23

EXCEEDINGLY WELL MADE,” SAID the man who was running a warm cloth over Edward’s face, “a work of art, I would say — a surpassingly, unbelievably dirty work of art, but art nonetheless. And dirt can be dealt with. Just as your broken head has been dealt with.”

Edward looked into the eyes of the man.

“Ah, there you are,” the man said. “I can see that you are listening now. Your head was broken. I fixed it. I brought you back from the world of the dead.”

My heart, thought Edward, my heart is broken.

“No, no. No need to thank me,” the man said. “It’s my job, quite literally. Allow me to introduce myself. I am Lucius Clarke, doll mender. Your head . . . may I tell you? Will it upset you? Well, I always say the truth must be met head-on, no pun intended. Your head, young sir, was in twenty-one pieces.”

Twenty-one pieces? Edward repeated mindlessly.

Lucius Clarke nodded. “Twenty-one,” he said. “All modesty aside, I must admit that a lesser doll mender, a doll mender without my skills, might not have been able to rescue you. But let’s not speak of what might have been. Let us speak instead of what is. You are whole. You have been pulled back from the brink of oblivion by your humble servant, Lucius Clarke.” And here, Lucius Clarke put his hand on his chest and bowed deeply over Edward.

This was quite a speech to wake up to, and Edward lay on his back trying to absorb it. He was on a wooden table. He was in a room with sunshine pouring in from high windows. His head, apparently, had been in twenty-one pieces and now was put back together into one. He was not wearing a red suit. In fact, he had no clothes on at all. He was naked again. And he did not have wings.

And then he remembered: Bryce, the diner, Neal swinging him through the air.

Bryce.

“You are wondering, perhaps, about your young friend,” said Lucius, “the one with the continually running nose.
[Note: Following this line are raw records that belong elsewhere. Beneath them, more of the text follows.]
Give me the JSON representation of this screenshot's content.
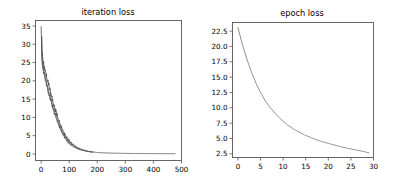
{
  "figure": {
    "background_color": "#ffffff",
    "line_color": "#4d4d4d",
    "axis_color": "#555555",
    "width": 394,
    "height": 188
  },
  "chart_data": [
    {
      "type": "line",
      "title": "iteration loss",
      "xlabel": "",
      "ylabel": "",
      "xlim": [
        -20,
        500
      ],
      "ylim": [
        -1.8,
        36.5
      ],
      "xticks": [
        0,
        100,
        200,
        300,
        400,
        500
      ],
      "yticks": [
        0,
        5,
        10,
        15,
        20,
        25,
        30,
        35
      ],
      "xtick_labels": [
        "0",
        "100",
        "200",
        "300",
        "400",
        "500"
      ],
      "ytick_labels": [
        "0",
        "5",
        "10",
        "15",
        "20",
        "25",
        "30",
        "35"
      ],
      "grid": false,
      "legend": false,
      "series": [
        {
          "name": "iteration loss",
          "x": [
            0,
            3,
            5,
            7,
            9,
            11,
            13,
            15,
            17,
            19,
            21,
            23,
            25,
            27,
            29,
            31,
            33,
            35,
            37,
            39,
            41,
            43,
            45,
            47,
            49,
            52,
            55,
            58,
            61,
            64,
            67,
            70,
            75,
            80,
            85,
            90,
            95,
            100,
            110,
            120,
            130,
            140,
            150,
            160,
            170,
            180,
            200,
            220,
            240,
            260,
            280,
            300,
            330,
            360,
            400,
            440,
            475
          ],
          "y": [
            34.8,
            26.5,
            24.8,
            23.5,
            23.0,
            22.4,
            21.6,
            20.8,
            20.4,
            19.6,
            19.0,
            18.4,
            17.8,
            17.2,
            16.6,
            16.0,
            15.6,
            15.2,
            14.6,
            13.8,
            13.2,
            12.6,
            12.2,
            11.6,
            11.4,
            10.8,
            10.0,
            9.3,
            8.6,
            8.0,
            7.4,
            6.9,
            6.0,
            5.2,
            4.6,
            4.0,
            3.5,
            3.1,
            2.4,
            1.9,
            1.5,
            1.2,
            1.0,
            0.8,
            0.65,
            0.55,
            0.4,
            0.3,
            0.24,
            0.2,
            0.17,
            0.15,
            0.12,
            0.1,
            0.08,
            0.07,
            0.06
          ],
          "noise_band": true,
          "noise_description": "thick jagged band of per-iteration values in the first ~170 iterations"
        }
      ]
    },
    {
      "type": "line",
      "title": "epoch loss",
      "xlabel": "",
      "ylabel": "",
      "xlim": [
        -1.2,
        30
      ],
      "ylim": [
        1.9,
        23.9
      ],
      "xticks": [
        0,
        5,
        10,
        15,
        20,
        25,
        30
      ],
      "yticks": [
        2.5,
        5.0,
        7.5,
        10.0,
        12.5,
        15.0,
        17.5,
        20.0,
        22.5
      ],
      "xtick_labels": [
        "0",
        "5",
        "10",
        "15",
        "20",
        "25",
        "30"
      ],
      "ytick_labels": [
        "2.5",
        "5.0",
        "7.5",
        "10.0",
        "12.5",
        "15.0",
        "17.5",
        "20.0",
        "22.5"
      ],
      "grid": false,
      "legend": false,
      "series": [
        {
          "name": "epoch loss",
          "x": [
            0,
            1,
            2,
            3,
            4,
            5,
            6,
            7,
            8,
            9,
            10,
            11,
            12,
            13,
            14,
            15,
            16,
            17,
            18,
            19,
            20,
            21,
            22,
            23,
            24,
            25,
            26,
            27,
            28,
            29
          ],
          "y": [
            23.1,
            20.3,
            17.9,
            15.8,
            14.0,
            12.5,
            11.2,
            10.15,
            9.3,
            8.5,
            7.8,
            7.2,
            6.7,
            6.25,
            5.85,
            5.5,
            5.2,
            4.9,
            4.65,
            4.4,
            4.2,
            4.0,
            3.8,
            3.62,
            3.45,
            3.3,
            3.15,
            3.0,
            2.85,
            2.65
          ]
        }
      ]
    }
  ]
}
Yes. He brought you here, weeping, begging for my assistance. ‘Put him together again,’ he said. ‘Put him back together.’
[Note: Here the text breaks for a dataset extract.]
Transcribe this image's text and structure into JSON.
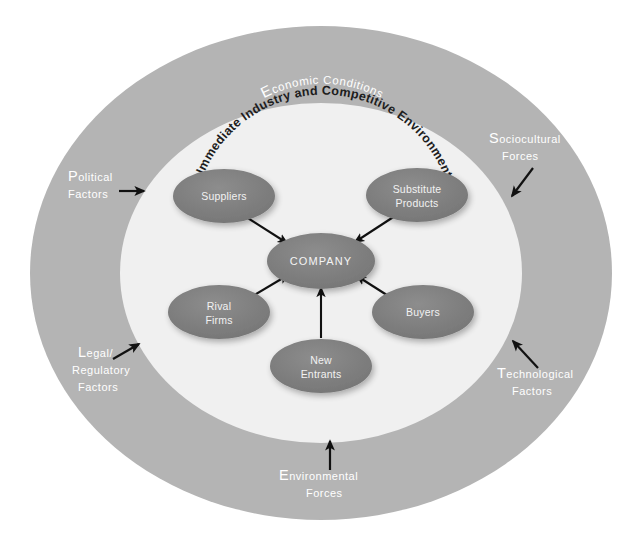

“I told him, I said, ‘Young sir, I am a businessman. I can put your rabbit back together again. For a price. The question is, can you pay this price?’ He could not. Of course, he could not. He said that he could not.

“I told him then that he had two options. Only two. The first option being that he seek assistance elsewhere. Option two was that I would fix you to the very best of my considerable abilities and then you would become mine — his no longer, but mine.”
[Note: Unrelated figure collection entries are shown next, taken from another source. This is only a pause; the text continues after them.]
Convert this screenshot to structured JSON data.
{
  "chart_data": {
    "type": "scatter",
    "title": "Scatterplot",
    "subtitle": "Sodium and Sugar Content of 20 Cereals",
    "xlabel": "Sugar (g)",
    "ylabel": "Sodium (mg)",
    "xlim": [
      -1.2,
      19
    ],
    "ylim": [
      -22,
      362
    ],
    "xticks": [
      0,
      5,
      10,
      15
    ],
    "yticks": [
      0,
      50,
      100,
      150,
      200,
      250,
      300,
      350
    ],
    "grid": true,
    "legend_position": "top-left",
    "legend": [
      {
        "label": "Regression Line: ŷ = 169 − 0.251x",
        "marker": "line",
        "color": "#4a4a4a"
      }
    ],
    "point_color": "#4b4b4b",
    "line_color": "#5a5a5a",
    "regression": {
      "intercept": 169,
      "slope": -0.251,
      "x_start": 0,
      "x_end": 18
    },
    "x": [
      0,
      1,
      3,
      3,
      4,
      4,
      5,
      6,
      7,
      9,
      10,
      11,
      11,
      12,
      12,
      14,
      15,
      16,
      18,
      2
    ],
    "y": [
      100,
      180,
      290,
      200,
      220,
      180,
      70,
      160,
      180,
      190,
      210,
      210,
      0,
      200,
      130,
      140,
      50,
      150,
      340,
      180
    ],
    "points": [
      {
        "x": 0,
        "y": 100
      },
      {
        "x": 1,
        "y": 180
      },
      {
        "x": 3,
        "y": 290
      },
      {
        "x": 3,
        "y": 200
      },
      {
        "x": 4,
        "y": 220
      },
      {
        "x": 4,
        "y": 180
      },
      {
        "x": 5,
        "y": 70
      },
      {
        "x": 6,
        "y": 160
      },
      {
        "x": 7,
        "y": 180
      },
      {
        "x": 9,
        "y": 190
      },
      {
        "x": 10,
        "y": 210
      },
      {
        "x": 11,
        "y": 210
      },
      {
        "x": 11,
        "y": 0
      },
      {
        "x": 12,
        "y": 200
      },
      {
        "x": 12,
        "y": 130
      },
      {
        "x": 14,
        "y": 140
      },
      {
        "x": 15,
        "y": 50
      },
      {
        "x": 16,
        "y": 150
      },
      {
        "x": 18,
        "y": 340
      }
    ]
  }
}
Here Lucius fell silent. He nodded, agreeing with himself. “Two options only,” he said. “And your friend chose option two. He gave you up so that you could be healed. Extraordinary, really.”

Bryce, thought Edward.

Lucius Clarke clapped his hands together. “But no worries, my friend. No worries. I fully intend to keep up my end of the bargain. I will restore you to what I perceive to be your former glory. You shall have rabbit-fur ears and a rabbit-fur tail. Your whiskers will be repaired and replaced, your eyes repainted to a bright and stunning blue. You will be clothed in the finest of suits.

“And then, someday, I will reap the return on my investment in you. All in good time. All in good time. In the doll business, we have a saying: there is real time and there is doll time. You, my fine friend, have entered doll time.”